String.prototype.trimEnd()

A

The trimEnd() method of String values removes whitespace from the end of this string and returns a new string, without modifying the original string. trimRight() is an alias of this method.

Syntax

trimEnd()

Parameters

  • None.

Return value

  • A new string representing str stripped of whitespace from its end (right side). Whitespace is defined as white space characters plus line terminators.
  • If the end of str has no whitespace, a new string is still returned (essentially a copy of str).

Examples:

let str = "   foo  ";

console.log(str.length); // 8

str = str.trimEnd();
console.log(str.length); // 6
console.log(str); // '   foo'
35
Q

String.prototype.trimStart()

A

The trimStart() method of String values removes whitespace from the beginning of this string and returns a new string, without modifying the original string. trimLeft() is an alias of this method.

Syntax

trimStart()

Parameters

  • None.

Return value

  • A new string representing str stripped of whitespace from its beginning (left side).

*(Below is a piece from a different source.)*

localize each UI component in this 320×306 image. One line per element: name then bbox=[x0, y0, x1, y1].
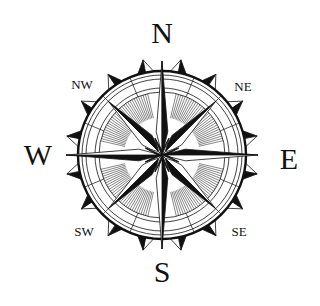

Whitespace is defined as white space characters plus line terminators.
  • If the beginning of str has no whitespace, a new string is still returned (essentially a copy of str).

Examples:

let str = "   foo  ";

console.log(str.length); // 8

str = str.trimStart();
console.log(str.length); // 5
console.log(str); // 'foo  '
36
Q

String.prototype.valueOf()

A

The valueOf() method of String returns the primitive value of a String object as a string data type. This value is equivalent to String.prototype.toString().

This method is usually called internally by JavaScript and not explicitly in code.

Syntax

valueOf()

Parameters

  • None.

Return value

  • A string representing the primitive value of a given String object.